But his children attend a private school in the UK and the fees of more than £20,000 (Dh120,000) need to be paid.

So retirement remains on hold. It is such a common boxing tale that it seems normal. He has now fought twice in just over a month. On Thursday night at Yas Island, he headlined the first pro boxing night in Abu Dhabi and easily stopped the Egyptian Mazour Ali.

He still has no answers about his future.

“It all depends on my job situation,” he said after his win. “To be honest I shouldn’t be fighting and I wouldn’t be fighting if I had a good job which was earning money to keep my kids in school. My kids go to private school.

“I’ve got a nice house out of boxing, I’ve done well out of boxing. But my kids are in private school and it costs over twenty grand a year to send them to school. I haven’t got that money. I’m looking for work now,” he said.

The fight itself was an insipid one. Williams may be 40, but he has pedigree: twice British and Commonwealth heavyweight champion and, most famously, the second-to-last man to beat Mike Tyson. Ali looked out of shape and stood at a 70-pound-plus weight disadvantage. He never looked like testing Williams.

“I would’ve preferred an opponent who came to fight,” Williams said. “People in Abu Dhabi, this is the first fight for them so they wanted to see a good fight. If an opponent was brought in who came to fight it would’ve been a good fight. But he came to run about and mess around so it was not attractive. It takes two to tango. I wanted to fight, he didn’t want to fight.”

Tyson remains a big part of Danny Williams’s story. In his latest book, Undisputed Truth, Tyson claimed he was using recreational drugs in the run-up to his fight with Williams, in Louisville in July 2004. But such is the legend of the man, Williams said it would not diminish “the biggest victory” of his career.

“It takes nothing away from the win for me. At the end of the day, regardless of what he says, I still beat Mike Tyson. I said after the fight I know I didn’t beat a peak Mike Tyson. But who could’ve lived with a peak Tyson? I didn’t fight a peak Tyson.

“I know, but I fought a very good Tyson. You see the fight – the first two rounds he was very, very good. He can say whatever he was on, but the drugs he was on, all I can say is that they done him good because he looked good in the first two rounds.”

Williams's win capped a quietly encouraging debut for professional boxing in the capital. The eight-card fight did not draw a massive crowd, but it did draw a small, knowledgeable one. Promoters Lion Heart Boxing Productions and the Dubai-based Prince Promotions had insisted success lay in the event going ahead, after it was postponed the first time in October.

The highlight of the evening, fight-wise, was Mohammad Ali Bayat's victory over Abdul Kabbani, a grudge rematch between Dubai residents. The pair had fought once before, in 2011, Bayat securing a controversial points win but he was far more decisive on Thursday; Kabbani did not come out for the fifth round.

On a card of uneven quality, this was easily the best fight.
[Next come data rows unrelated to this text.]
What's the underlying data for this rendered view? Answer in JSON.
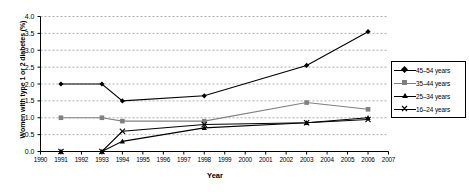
{
  "chart_data": {
    "type": "line",
    "title": "",
    "xlabel": "Year",
    "ylabel": "Women with type 1 or 2 diabetes (%)",
    "xlim": [
      1990,
      2007
    ],
    "ylim": [
      0.0,
      4.0
    ],
    "grid": true,
    "legend_position": "right",
    "xticks": [
      "1990",
      "1991",
      "1992",
      "1993",
      "1994",
      "1995",
      "1996",
      "1997",
      "1998",
      "1999",
      "2000",
      "2001",
      "2002",
      "2003",
      "2004",
      "2005",
      "2006",
      "2007"
    ],
    "yticks": [
      "0.0",
      "0.5",
      "1.0",
      "1.5",
      "2.0",
      "2.5",
      "3.0",
      "3.5",
      "4.0"
    ],
    "series": [
      {
        "name": "45–54 years",
        "marker": "diamond",
        "color": "#000000",
        "x": [
          1991,
          1993,
          1994,
          1998,
          2003,
          2006
        ],
        "values": [
          2.0,
          2.0,
          1.5,
          1.65,
          2.55,
          3.55
        ]
      },
      {
        "name": "35–44 years",
        "marker": "square",
        "color": "#808080",
        "x": [
          1991,
          1993,
          1994,
          1998,
          2003,
          2006
        ],
        "values": [
          1.0,
          1.0,
          0.9,
          0.9,
          1.45,
          1.25
        ]
      },
      {
        "name": "25–34 years",
        "marker": "triangle",
        "color": "#000000",
        "x": [
          1991,
          1993,
          1994,
          1998,
          2003,
          2006
        ],
        "values": [
          0.0,
          0.0,
          0.3,
          0.7,
          0.85,
          1.0
        ]
      },
      {
        "name": "16–24 years",
        "marker": "cross",
        "color": "#000000",
        "x": [
          1991,
          1993,
          1994,
          1998,
          2003,
          2006
        ],
        "values": [
          0.0,
          0.0,
          0.6,
          0.8,
          0.85,
          0.95
        ]
      }
    ]
  },
  "legend": {
    "items": [
      {
        "label": "45–54 years"
      },
      {
        "label": "35–44 years"
      },
      {
        "label": "25–34 years"
      },
      {
        "label": "16–24 years"
      }
    ]
  }
}
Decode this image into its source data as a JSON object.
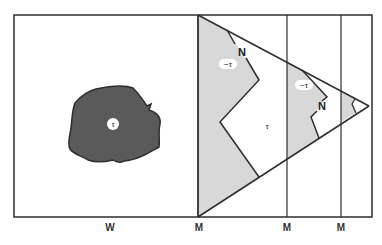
{
  "diagram": {
    "colors": {
      "stroke": "#2e2e2e",
      "blob_fill": "#5a5a5a",
      "shade_fill": "#d8d8d8",
      "background": "#ffffff"
    },
    "left_panel": {
      "blob_label": "τ"
    },
    "right_panel": {
      "region_labels": {
        "neg_tau_1": "−τ",
        "tau_center": "τ",
        "neg_tau_2": "−τ"
      },
      "node_labels": {
        "n1": "N",
        "n2": "N"
      }
    },
    "axis_labels": {
      "w": "W",
      "m1": "M",
      "m2": "M",
      "m3": "M"
    }
  }
}
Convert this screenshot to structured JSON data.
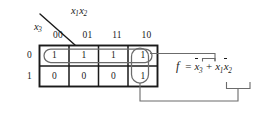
{
  "figure": {
    "kind": "karnaugh-map"
  },
  "axes": {
    "column_variable_label": "x1x2",
    "column_variable_base": "x",
    "column_variable_sub_1": "1",
    "column_variable_base_2": "x",
    "column_variable_sub_2": "2",
    "row_variable_base": "x",
    "row_variable_sub": "3"
  },
  "kmap": {
    "column_headers": [
      "00",
      "01",
      "11",
      "10"
    ],
    "row_headers": [
      "0",
      "1"
    ],
    "cells": [
      [
        "1",
        "1",
        "1",
        "1"
      ],
      [
        "0",
        "0",
        "0",
        "1"
      ]
    ]
  },
  "groups": [
    {
      "name": "group-row-top",
      "label": "x3-bar",
      "shape": "horizontal-oval",
      "covers": "entire top row (x3 = 0)"
    },
    {
      "name": "group-col-10",
      "label": "x1-x2-bar",
      "shape": "vertical-oval",
      "covers": "column 10 (x1=1, x2=0)"
    }
  ],
  "equation": {
    "function_symbol": "f",
    "equals": "=",
    "plus": "+",
    "term1_base": "x",
    "term1_sub": "3",
    "term2a_base": "x",
    "term2a_sub": "1",
    "term2b_base": "x",
    "term2b_sub": "2",
    "full_text": "f = x3' + x1 x2'"
  },
  "colors": {
    "ink": "#1a1a1a",
    "grid": "#1a1a1a",
    "oval": "#6b6b6b",
    "leader": "#6b6b6b",
    "background": "#ffffff"
  }
}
“That fight was a really good fight,” said Edward Mendy, a senior executive with Lion Heart. “It was everything I thought it was going to be and more and the only disappointment was Kabbani quitting.

“There was a good build-up to it and both of them did well for themselves. We were hoping Kabbani would win so we could have a third fight between them.”

More such Thursday nights at Yas could be forthcoming; Lion Heart is planning the next, tentatively, for February 20.

“We are committed to doing this on a long-term basis,” Mendy said. “We’re looking to come back in February and then after that. Obviously, if we do three, four events and we don’t have the support of the community then we have to make a decision that this is not the right place for fights. We knew it was going to be slow so we thought we would build it one step at a time.”

The next headliner could well be an even bigger name than Williams. Mendy is in talks with Hasim Rahman, the man who shocked Lennox Lewis and became heavyweight champion of the world in April 2001.

Rahman was in Abu Dhabi watching the event.

“He hasn’t decided yet, but he was here tonight,” Mendy said. “He is supposed to be our next main event. They are deciding. If he doesn’t retire then he will be.”